Ani appears in several traditions, often as a short form of Anna meaning grace, and also in Indian usage as a simple modern name.
Ani is a name that belongs to multiple cultures simultaneously, arriving at similar sounds through entirely different paths. In Armenian tradition, Ani was the name of a magnificent medieval city — the capital of the Bagratid Armenian kingdom from 961 to 1064 CE — a walled metropolis on the Silk Road renowned for its thousand churches and sophisticated urban culture. The city's ruins still stand near the Turkish-Armenian border, and the name carries within Armenian consciousness a bittersweet weight of lost grandeur and cultural memory.
As a girl's name in Armenian, Ani is understood to mean "very beautiful" or to honor this ancient capital directly. In Hebrew, Ani is the first-person pronoun "I" — a grammatical word rather than a traditional name, but one that has been used with intentional philosophical resonance. In Japanese, Ani (兄) means "older brother" and is used as a form of address, while as a feminine given name in various cultures it functions as a diminutive of names ranging from Anna to Anita to Ananya.
Singer-songwriter Ani DiFranco — born Angela Maria DiFranco — brought the name to wide American cultural visibility in the 1990s and 2000s, her fierce folk-punk independence defining a certain image of the name for a generation. Contemporary parents are drawn to Ani for its global versatility and its warmth: three letters, two syllables, impossible to mispronounce in any major language. It has the quality of a nickname that has graduated to full name status — casual without being lightweight, distinctive without being unusual. In multicultural families especially, Ani often functions as a name that can be claimed by multiple cultural heritages at once.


The task: Lines of the data that contain the word "left" are the ones to copy.

Supplied material:
--------------------------------

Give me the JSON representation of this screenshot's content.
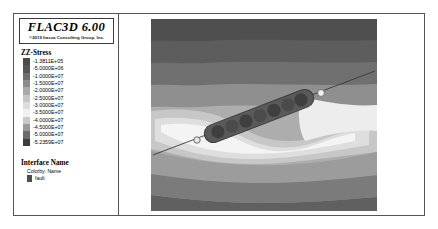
{
  "window": {
    "app_title": "FLAC3D 6.00",
    "copyright": "©2019 Itasca Consulting Group, Inc."
  },
  "legend": {
    "heading": "ZZ-Stress",
    "ticks": [
      "-1.3811E+05",
      "-5.0000E+06",
      "-1.0000E+07",
      "-1.5000E+07",
      "-2.0000E+07",
      "-2.5000E+07",
      "-3.0000E+07",
      "-3.5000E+07",
      "-4.0000E+07",
      "-4.5000E+07",
      "-5.0000E+07",
      "-5.2359E+07"
    ],
    "colors": [
      "#4a4a4a",
      "#565656",
      "#6e6e6e",
      "#8c8c8c",
      "#ababab",
      "#c6c6c6",
      "#dddddd",
      "#f0f0f0",
      "#c9c9c9",
      "#9a9a9a",
      "#6a6a6a",
      "#3c3c3c"
    ]
  },
  "interface": {
    "heading": "Interface Name",
    "colorby": "Colorby: Name",
    "items": [
      {
        "label": "fault",
        "color": "#4d4d4d"
      }
    ]
  },
  "chart_data": {
    "type": "heatmap",
    "title": "ZZ-Stress",
    "subtitle": "FLAC3D 6.00 contour plot",
    "xlabel": "",
    "ylabel": "",
    "grid": false,
    "legend_position": "left",
    "colormap": "grayscale",
    "value_range": [
      -52359000,
      -138110
    ],
    "units": "Pa",
    "contour_levels": [
      -138110,
      -5000000,
      -10000000,
      -15000000,
      -20000000,
      -25000000,
      -30000000,
      -35000000,
      -40000000,
      -45000000,
      -50000000,
      -52359000
    ],
    "bands": [
      {
        "name": "band-top-dark",
        "level": -50000000,
        "color": "#4f4f4f"
      },
      {
        "name": "band-upper-dark",
        "level": -45000000,
        "color": "#5d5d5d"
      },
      {
        "name": "band-upper-mid",
        "level": -40000000,
        "color": "#707070"
      },
      {
        "name": "band-mid",
        "level": -32000000,
        "color": "#8f8f8f"
      },
      {
        "name": "band-mid-light",
        "level": -24000000,
        "color": "#adadad"
      },
      {
        "name": "band-light",
        "level": -16000000,
        "color": "#c7c7c7"
      },
      {
        "name": "band-lighter",
        "level": -9000000,
        "color": "#dedede"
      },
      {
        "name": "band-lobe-core",
        "level": -138110,
        "color": "#f4f4f4"
      },
      {
        "name": "band-lower-mid",
        "level": -30000000,
        "color": "#9c9c9c"
      },
      {
        "name": "band-lower-dark",
        "level": -42000000,
        "color": "#7b7b7b"
      },
      {
        "name": "band-bottom",
        "level": -52359000,
        "color": "#606060"
      }
    ],
    "features": [
      {
        "name": "fault-trace",
        "type": "line",
        "color": "#3f3f3f",
        "description": "Thin inclined fault trace running lower-left to upper-right across the model"
      },
      {
        "name": "reinforcement-elements",
        "type": "segmented-bar",
        "color": "#4a4a4a",
        "count": 7,
        "description": "Elongated inclined dark body composed of rounded segments, centered on the fault"
      }
    ]
  }
}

--------------------------------

Task response:
    "legend_position": "left",
        "description": "Thin inclined fault trace running lower-left to upper-right across the model"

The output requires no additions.